Rosary Babybonnets Coursetia glandulosa
Rosary Babybonnets is a perennial shrub native to the lower 48 states. It blooms Mar – May. A host for pollen-specialist native bees.
More about this plant
Coursetia glandulosa, the rosary babybonnets, is a species of flowering plant in the family Fabaceae. It is native to desert and dry scrubland areas of the US state of Arizona, Mexico, and Honduras. A deciduous shrub reaching 20 ft (6 m), it is typically found in rocky habitats such as canyons, at elevations below 1,200 m (4,000 ft). Heavy orange encrustations on its branches are a common occurrence, and are the result of a lac insect infestation. Wikipedia →
Growing & care
USDA PLANTS · TRY- Hardiness
- ≥ zone 10 derived from its U.S. range
- Lifespan
- Perennial
- Foliage
- Broadleaf
- Flower colour
- White AI AI image-analysis of community-science photos (~87% expert agreement) — not a botanical record
Wildlife & pollinators
How pollinator value is scored →❧ Caterpillar hosts Documented caterpillar host
Recorded feeding on Coursetia in North America, including:
✦ Bees specialist-bee host · 4 bee visitors
Specialist native bees depend on it.
Some native bees are pollen specialists (oligolectic) — they raise young only on pollen from particular plant genera. Coursetia is a recorded specialist-bee host, so losing it can mean losing the bee that relies on it.
4 native & managed bee species are documented visiting Rosary Babybonnets :
Wildlife & visitors 1 bird · 1 nectaring
Open records of who else uses Rosary Babybonnets — a generalist food-web signal, kept separate from the keystone Ecological Value.
Recorded eaten by 1 bird species (fruit, seed, browse):
1 adult butterfly & moth species is recorded nectaring at its flowers:
How we know this (2) Methods & honest limits
A recorded categorical fact: each species is tagged C3 (standard), C4 (heat/water-efficient) or CAM (succulent, night-time CO₂ uptake) — or a facultative combination. We only show a trait card for the noteworthy C4/CAM cases; C3 is the unremarkable majority, kept in the data but not surfaced as a card.
McKenzie et al. assigned each species a flower colour with a GPT-4V vision model over iNaturalist photos. We use the confident tier plus a separately-labelled lower-confidence top-up (mostly inconspicuous green/brown flowers), and render it as a small tint — never as an asserted fact, and kept out of the written synopsis.
Honest limits: AI image inference (~87% expert agreement on the confident tier); a decorative, confidence-tiered indicator, not a measured trait.
Sources for this entry (21) Open & cited
Cite this page Open data, please attribute
PlantKey’s data is open under CC BY-SA 4.0 — free to reuse and adapt, with attribution and the same licence. Photos keep their own per-image licence + credit (see Sources above).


■ **Aim of the task**: Copy all entries without alteration and skip the pictures they hold.

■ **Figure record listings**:

• • • •

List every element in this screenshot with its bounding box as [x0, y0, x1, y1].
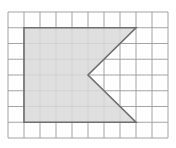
- grid-diagram: [0, 0, 176, 148]
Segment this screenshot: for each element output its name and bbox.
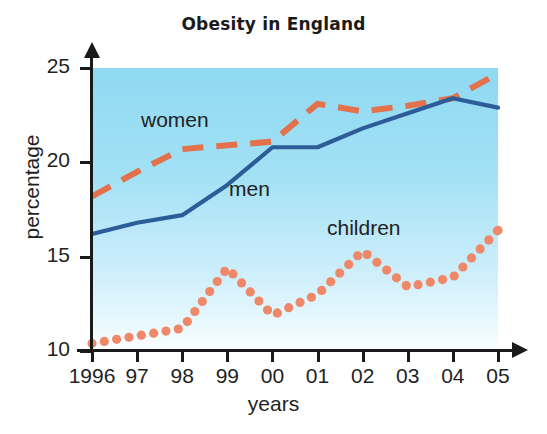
- data-point: [190, 307, 199, 316]
- data-point: [335, 268, 344, 277]
- y-tick-label: 10: [26, 337, 70, 361]
- data-point: [174, 324, 183, 333]
- data-point: [295, 298, 304, 307]
- data-point: [467, 253, 476, 262]
- data-point: [124, 333, 133, 342]
- data-point: [228, 269, 237, 278]
- data-point: [493, 226, 502, 235]
- x-tick-mark: [407, 351, 410, 362]
- x-axis-line: [77, 349, 514, 352]
- data-point: [246, 287, 255, 296]
- data-point: [237, 278, 246, 287]
- x-axis-title: years: [0, 392, 547, 416]
- y-tick-label: 25: [26, 54, 70, 78]
- data-point: [326, 277, 335, 286]
- y-axis-title: percentage: [20, 107, 44, 267]
- data-point: [213, 277, 222, 286]
- x-tick-mark: [226, 351, 229, 362]
- figure-obesity-in-england: Obesity in England 10152025 199697989900…: [0, 0, 547, 434]
- series-label-men: men: [229, 177, 270, 201]
- data-point: [183, 317, 192, 326]
- data-point: [112, 335, 121, 344]
- x-tick-mark: [497, 351, 500, 362]
- data-point: [161, 326, 170, 335]
- data-point: [476, 244, 485, 253]
- chart-title: Obesity in England: [0, 14, 547, 34]
- data-point: [284, 303, 293, 312]
- data-point: [344, 260, 353, 269]
- data-point: [149, 329, 158, 338]
- data-point: [263, 305, 272, 314]
- data-point: [198, 297, 207, 306]
- y-tick-mark: [80, 350, 91, 353]
- x-tick-mark: [271, 351, 274, 362]
- x-axis-arrow-icon: [512, 342, 528, 358]
- x-tick-mark: [317, 351, 320, 362]
- data-point: [450, 271, 459, 280]
- data-point: [220, 267, 229, 276]
- y-axis-arrow-icon: [84, 42, 100, 58]
- y-tick-mark: [80, 161, 91, 164]
- data-point: [362, 250, 371, 259]
- data-point: [458, 262, 467, 271]
- x-tick-mark: [136, 351, 139, 362]
- data-point: [254, 296, 263, 305]
- series-label-women: women: [141, 108, 209, 132]
- series-women: [92, 74, 498, 197]
- x-tick-mark: [452, 351, 455, 362]
- data-point: [205, 287, 214, 296]
- data-point: [317, 286, 326, 295]
- x-tick-label: 05: [458, 364, 538, 388]
- data-point: [372, 258, 381, 267]
- data-point: [426, 278, 435, 287]
- series-label-children: children: [327, 216, 401, 240]
- y-axis-line: [90, 56, 93, 353]
- data-point: [484, 235, 493, 244]
- data-point: [353, 251, 362, 260]
- data-point: [438, 275, 447, 284]
- data-point: [413, 280, 422, 289]
- data-point: [382, 265, 391, 274]
- data-point: [100, 337, 109, 346]
- series-children: [87, 226, 502, 348]
- x-tick-mark: [91, 351, 94, 362]
- x-tick-mark: [362, 351, 365, 362]
- data-point: [273, 308, 282, 317]
- y-tick-mark: [80, 67, 91, 70]
- data-point: [392, 273, 401, 282]
- data-point: [137, 331, 146, 340]
- x-tick-mark: [181, 351, 184, 362]
- data-point: [402, 281, 411, 290]
- data-point: [307, 293, 316, 302]
- y-tick-mark: [80, 256, 91, 259]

• • • •

■ **Result**:
List every element in this screenshot with its bounding box as [x0, y0, x1, y1].
- grid-diagram: [0, 0, 176, 148]
Segment this screenshot: for each element output its name and bbox.
- data-point: [190, 307, 199, 316]
- data-point: [335, 268, 344, 277]
- y-tick-label: 10: [26, 337, 70, 361]
- data-point: [174, 324, 183, 333]
- data-point: [295, 298, 304, 307]
- data-point: [467, 253, 476, 262]
- data-point: [124, 333, 133, 342]
- data-point: [228, 269, 237, 278]
- data-point: [493, 226, 502, 235]
- x-tick-mark: [407, 351, 410, 362]
- x-axis-line: [77, 349, 514, 352]
- data-point: [246, 287, 255, 296]
- data-point: [237, 278, 246, 287]
- x-axis-title: years: [0, 392, 547, 416]
- y-tick-label: 25: [26, 54, 70, 78]
- data-point: [326, 277, 335, 286]
- y-axis-title: percentage: [20, 107, 44, 267]
- data-point: [213, 277, 222, 286]
- x-tick-mark: [226, 351, 229, 362]
- figure-obesity-in-england: Obesity in England 10152025 199697989900…: [0, 0, 547, 434]
- series-label-men: men: [229, 177, 270, 201]
- data-point: [183, 317, 192, 326]
- data-point: [112, 335, 121, 344]
- x-tick-mark: [497, 351, 500, 362]
- data-point: [161, 326, 170, 335]
- data-point: [476, 244, 485, 253]
- chart-title: Obesity in England: [0, 14, 547, 34]
- data-point: [284, 303, 293, 312]
- data-point: [344, 260, 353, 269]
- data-point: [149, 329, 158, 338]
- data-point: [263, 305, 272, 314]
- data-point: [198, 297, 207, 306]
- y-tick-mark: [80, 350, 91, 353]
- x-tick-mark: [271, 351, 274, 362]
- x-axis-arrow-icon: [512, 342, 528, 358]
- x-tick-mark: [317, 351, 320, 362]
- data-point: [450, 271, 459, 280]
- data-point: [220, 267, 229, 276]
- y-axis-arrow-icon: [84, 42, 100, 58]
- y-tick-mark: [80, 161, 91, 164]
- data-point: [362, 250, 371, 259]
- data-point: [458, 262, 467, 271]
- x-tick-mark: [136, 351, 139, 362]
- data-point: [254, 296, 263, 305]
- series-label-women: women: [141, 108, 209, 132]
- series-women: [92, 74, 498, 197]
- x-tick-mark: [452, 351, 455, 362]
- data-point: [205, 287, 214, 296]
- data-point: [317, 286, 326, 295]
- x-tick-label: 05: [458, 364, 538, 388]
- data-point: [372, 258, 381, 267]
- data-point: [426, 278, 435, 287]
- series-label-children: children: [327, 216, 401, 240]
- y-axis-line: [90, 56, 93, 353]
- data-point: [484, 235, 493, 244]
- data-point: [353, 251, 362, 260]
- data-point: [438, 275, 447, 284]
- data-point: [413, 280, 422, 289]
- data-point: [382, 265, 391, 274]
- data-point: [100, 337, 109, 346]
- series-children: [87, 226, 502, 348]
- x-tick-mark: [91, 351, 94, 362]
- x-tick-mark: [362, 351, 365, 362]
- data-point: [273, 308, 282, 317]
- y-tick-mark: [80, 67, 91, 70]
- data-point: [392, 273, 401, 282]
- data-point: [137, 331, 146, 340]
- x-tick-mark: [181, 351, 184, 362]
- data-point: [402, 281, 411, 290]
- data-point: [307, 293, 316, 302]
- y-tick-mark: [80, 256, 91, 259]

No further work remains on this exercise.